Because it is important to honor the standard of review, I concur in the decision of the court. I write separately, however, to emphasize that if I had a free hand, I would decide the case differently.
OLR v. Paget, 2003 WI 26, ¶¶ 19-20, 260 Wis. 2d 604, 660 N.W.2d 255 (Prosser, J., concurring).
¶ 154. I concur here as well, with deep reservations, because I am not prepared to assert that the referee's "facts" are clearly erroneous.
¶ 155. It should be noted, however, that other attorneys in the district attorney's office supported Attorney Humphrey's explanation and position. For example, then-Deputy District Attorney Judy Schwaemle testified at Humphrey's hearing that "it is the policy of the Dane County DA's office... to make photographs available to defense counsel immediately after arraignment." (Emphasis added.)
¶ 156. The majority could have removed my reservations about Count One and eviscerated Attorney Humphrey in the process by demolishing his contention "that the referee's report fails to note the district attorney later asked the trial court to rescind this statement [that Attorney Humphrey 'clearly misled the court on that issue']" and, more important, that "the trial court agreed." See majority op., ¶ 23. If the circuit court actually changed its evaluation of Attorney Humphrey's representations, the validity of Count One would be undermined. The majority appears determined not to pursue such a tough question.
*579¶ 157. The reservations I have about Count One also apply to Count Two. Why would Attorney Humphrey assert, suggest, or imply that he did not have a set of accident scene photographs in his office when he had previously admitted otherwise in writing {see ¶ 147, supra), when he brought two photos with him to court, and when he had already been severely criticized by the circuit court over his handling of the photographs? I don't think he did. More plausible to the writer is that Attorney Humphrey was speaking about Deputy Sewell's set of accident scene photographs, not his own set. Again, the referee decided otherwise.
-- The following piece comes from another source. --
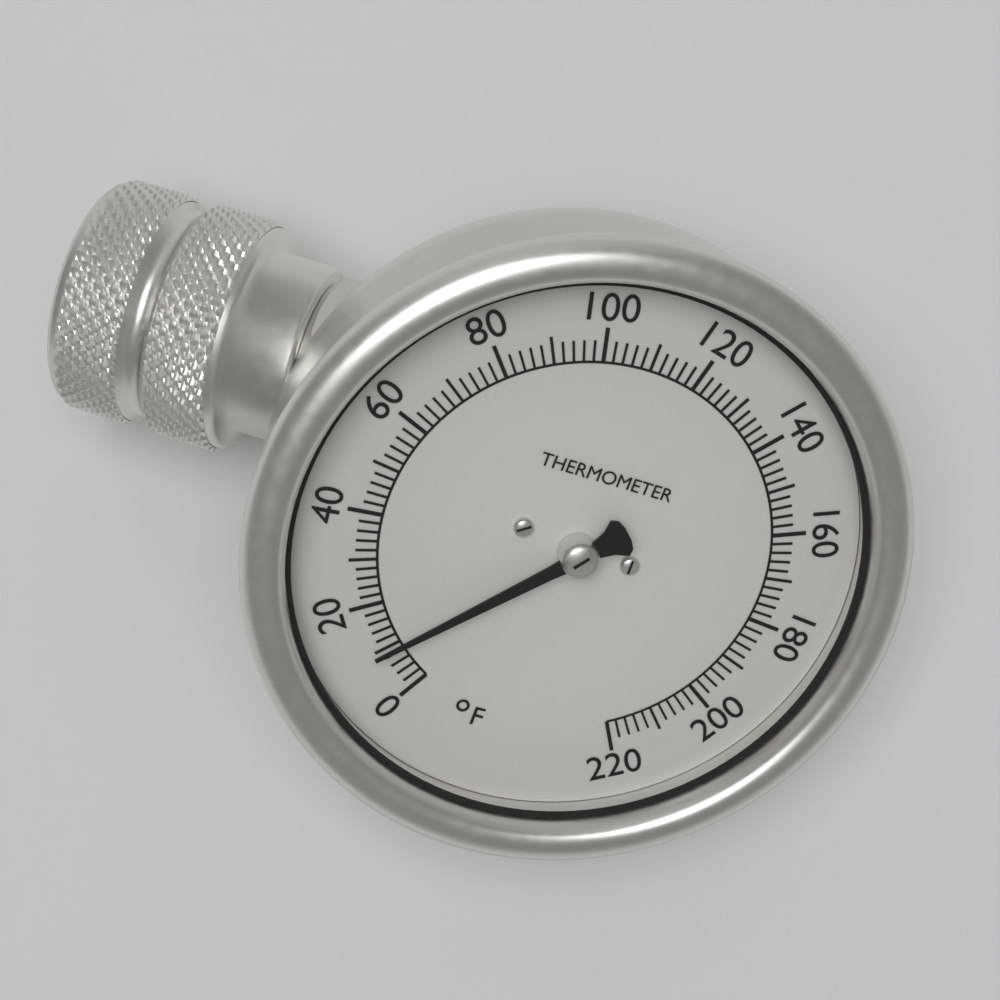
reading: 10 °F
¶ 158. The majority is not only comfortable with these determinations, but also willing to create unprecedented discipline to deal with them.
¶ 159. I believe a suspension of Attorney Humphrey is unwarranted and unfair and that the procedures followed in this case, especially the long delay in this court, are so irregular that they undermine confidence in the lawyer regulation system. Thus, with respect to the sanction, I respectfully but strongly dissent.